Let me share some of His Story about living in Nazi concentration camps.
My eleven year old granddaughters and I recently attended a special event at the Strategic Air and Space Museum where a Holocaust survivor was to speak. The Museum had hosted a photography exhibit entitled "Portraits of Survival", with photos of survivors and brief comments about their life during that time and now. It was life-changing for all three of us.
The exhibit hosted over 57,000 visitors from around the world in the last 90 days. In reading comments left by those who experienced the show, I believe that they, too, had their lives altered in some way.
Following are some of the things I read and learned that touched mine.
- "People should learn to be kind and find ways to support one another in this world." - A Survivor. What a truth we should all follow! If only we could love other people as our brothers and sisters. And know that "What affects one, affects all."
- Fred's mother sent him outside the train station as she knew they were going to be sent to the camps. Fred was four. Can you imagine the feelings of the mother as she did this? Sending her child to the unknown because she knew the known?
- "I can't hate anymore because I saw what hate did." - Joachim, an Auschwitz survivor. How can you hate people you don't even know anyway? I cannot understand this.
- "We worked hard not to be a burden in this country, we left Europe with nothing." - Katherine, an Auschwitz survivor. This lady and her husband are successful business people in Omaha.
- Bea shared that the first English words she learned where "gum" and "chocolate". "All we knew was that American always had it."
- "I don't complain. I don't waste anything - somebody else does not have what we have." - Fred, World War II and Jewish survivor. If we could all be so grateful for whatever it is that we have.
There recently was a death of a 98 year-old lady named Irena. During WWII, Irena, got permission to work in the Warsaw Ghetto as a Plumbing/Sewer specialist. She had an ulterior motive because being German she KNEW what the Nazi's plans were for the Jews. Irena smuggled infants out in the bottom of the tool box she carried and she carried in the back of her truck a burlap sack for larger kids. She also had a dog in the back that she trained to bark when the Nazi soldiers let her in and out of the ghetto. The soldiers of course wanted nothing to do with the dog and the barking covered the kids' and infants' noises...
She managed to smuggle out and save 2500 children. She was caught and the Nazi's broke both her legs, arms and beat her severely. Irena kept a record of the names of all the kids she smuggled out and kept them in a glass jar buried under a tree in her back yard. After the war, she tried to locate any parents that may have survived and reunited the family. Most had been gassed. The children she helped got placed into foster family homes or adopted.
What stories. The incredible stories of what happened, how people endured, coped and kept positive attitudes. What incredible insight that we can all learn from. From His Story.
She managed to smuggle out and save 2500 children. She was caught and the Nazi's broke both her legs, arms and beat her severely. Irena kept a record of the names of all the kids she smuggled out and kept them in a glass jar buried under a tree in her back yard. After the war, she tried to locate any parents that may have survived and reunited the family. Most had been gassed. The children she helped got placed into foster family homes or adopted.
What stories. The incredible stories of what happened, how people endured, coped and kept positive attitudes. What incredible insight that we can all learn from. From His Story.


Problem description: If a record holds a picture, leave the picture out, but write out everything else exactly.

Data for this exercise:

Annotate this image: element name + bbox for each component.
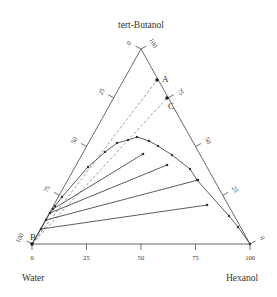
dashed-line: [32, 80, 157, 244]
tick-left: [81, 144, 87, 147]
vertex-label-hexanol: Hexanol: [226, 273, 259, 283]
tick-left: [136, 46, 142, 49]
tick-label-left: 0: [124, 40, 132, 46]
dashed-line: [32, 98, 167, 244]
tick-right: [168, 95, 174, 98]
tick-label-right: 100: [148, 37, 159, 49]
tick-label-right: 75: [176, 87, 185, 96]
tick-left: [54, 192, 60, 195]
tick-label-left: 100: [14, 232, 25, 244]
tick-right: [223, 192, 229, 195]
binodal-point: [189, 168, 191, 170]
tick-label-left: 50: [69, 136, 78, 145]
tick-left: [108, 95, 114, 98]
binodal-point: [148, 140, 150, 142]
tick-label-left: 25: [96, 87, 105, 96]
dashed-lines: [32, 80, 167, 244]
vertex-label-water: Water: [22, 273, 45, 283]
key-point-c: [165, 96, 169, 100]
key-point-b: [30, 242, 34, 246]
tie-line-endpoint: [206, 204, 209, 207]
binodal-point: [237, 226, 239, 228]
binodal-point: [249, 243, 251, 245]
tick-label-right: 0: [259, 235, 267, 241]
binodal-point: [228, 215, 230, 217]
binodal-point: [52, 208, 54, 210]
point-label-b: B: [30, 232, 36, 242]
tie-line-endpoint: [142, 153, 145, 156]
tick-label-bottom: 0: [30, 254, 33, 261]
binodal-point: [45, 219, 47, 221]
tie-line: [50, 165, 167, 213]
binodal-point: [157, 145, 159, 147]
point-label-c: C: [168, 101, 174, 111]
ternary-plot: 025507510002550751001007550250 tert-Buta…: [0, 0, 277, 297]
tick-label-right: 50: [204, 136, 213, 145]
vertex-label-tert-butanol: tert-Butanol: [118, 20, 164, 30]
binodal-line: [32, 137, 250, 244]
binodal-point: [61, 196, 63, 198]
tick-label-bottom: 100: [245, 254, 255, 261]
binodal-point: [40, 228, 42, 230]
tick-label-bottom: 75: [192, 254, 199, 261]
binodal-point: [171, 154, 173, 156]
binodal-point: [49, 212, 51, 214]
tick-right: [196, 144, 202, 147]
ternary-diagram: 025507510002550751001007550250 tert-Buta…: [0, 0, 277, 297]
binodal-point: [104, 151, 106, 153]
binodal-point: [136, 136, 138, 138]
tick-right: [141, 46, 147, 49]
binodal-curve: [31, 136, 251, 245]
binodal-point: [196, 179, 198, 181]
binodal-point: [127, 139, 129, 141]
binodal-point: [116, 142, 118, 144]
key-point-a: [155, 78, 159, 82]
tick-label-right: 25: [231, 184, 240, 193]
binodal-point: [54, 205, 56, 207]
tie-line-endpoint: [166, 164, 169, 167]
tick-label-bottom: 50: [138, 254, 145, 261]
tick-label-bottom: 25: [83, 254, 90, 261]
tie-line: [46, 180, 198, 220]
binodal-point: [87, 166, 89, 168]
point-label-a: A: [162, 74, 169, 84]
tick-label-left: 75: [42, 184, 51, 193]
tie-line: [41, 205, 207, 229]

Exercise solution:
Annotate this image: element name + bbox for each component.
dashed-line: [32, 80, 157, 244]
tick-left: [81, 144, 87, 147]
vertex-label-hexanol: Hexanol: [226, 273, 259, 283]
tick-left: [136, 46, 142, 49]
tick-label-left: 0: [124, 40, 132, 46]
dashed-line: [32, 98, 167, 244]
tick-right: [168, 95, 174, 98]
tick-label-right: 100: [148, 37, 159, 49]
tick-label-right: 75: [176, 87, 185, 96]
tick-left: [54, 192, 60, 195]
tick-label-left: 100: [14, 232, 25, 244]
tick-right: [223, 192, 229, 195]
binodal-point: [189, 168, 191, 170]
tick-label-left: 50: [69, 136, 78, 145]
tick-left: [108, 95, 114, 98]
binodal-point: [148, 140, 150, 142]
tick-label-left: 25: [96, 87, 105, 96]
dashed-lines: [32, 80, 167, 244]
vertex-label-water: Water: [22, 273, 45, 283]
key-point-c: [165, 96, 169, 100]
key-point-b: [30, 242, 34, 246]
tie-line-endpoint: [206, 204, 209, 207]
binodal-point: [237, 226, 239, 228]
binodal-point: [249, 243, 251, 245]
tick-label-right: 0: [259, 235, 267, 241]
binodal-point: [228, 215, 230, 217]
binodal-point: [52, 208, 54, 210]
point-label-b: B: [30, 232, 36, 242]
tie-line-endpoint: [142, 153, 145, 156]
tick-label-bottom: 0: [30, 254, 33, 261]
binodal-point: [45, 219, 47, 221]
tie-line: [50, 165, 167, 213]
binodal-point: [157, 145, 159, 147]
point-label-c: C: [168, 101, 174, 111]
ternary-plot: 025507510002550751001007550250 tert-Buta…: [0, 0, 277, 297]
tick-label-right: 50: [204, 136, 213, 145]
vertex-label-tert-butanol: tert-Butanol: [118, 20, 164, 30]
binodal-line: [32, 137, 250, 244]
binodal-point: [61, 196, 63, 198]
tick-label-bottom: 100: [245, 254, 255, 261]
binodal-point: [40, 228, 42, 230]
tick-label-bottom: 75: [192, 254, 199, 261]
binodal-point: [171, 154, 173, 156]
binodal-point: [49, 212, 51, 214]
tick-right: [196, 144, 202, 147]
ternary-diagram: 025507510002550751001007550250 tert-Buta…: [0, 0, 277, 297]
binodal-point: [104, 151, 106, 153]
binodal-point: [136, 136, 138, 138]
tick-right: [141, 46, 147, 49]
binodal-curve: [31, 136, 251, 245]
binodal-point: [196, 179, 198, 181]
binodal-point: [127, 139, 129, 141]
binodal-point: [116, 142, 118, 144]
key-point-a: [155, 78, 159, 82]
tick-label-right: 25: [231, 184, 240, 193]
binodal-point: [54, 205, 56, 207]
tie-line-endpoint: [166, 164, 169, 167]
tick-label-bottom: 50: [138, 254, 145, 261]
tick-label-bottom: 25: [83, 254, 90, 261]
tie-line: [46, 180, 198, 220]
binodal-point: [87, 166, 89, 168]
point-label-a: A: [162, 74, 169, 84]
tick-label-left: 75: [42, 184, 51, 193]
tie-line: [41, 205, 207, 229]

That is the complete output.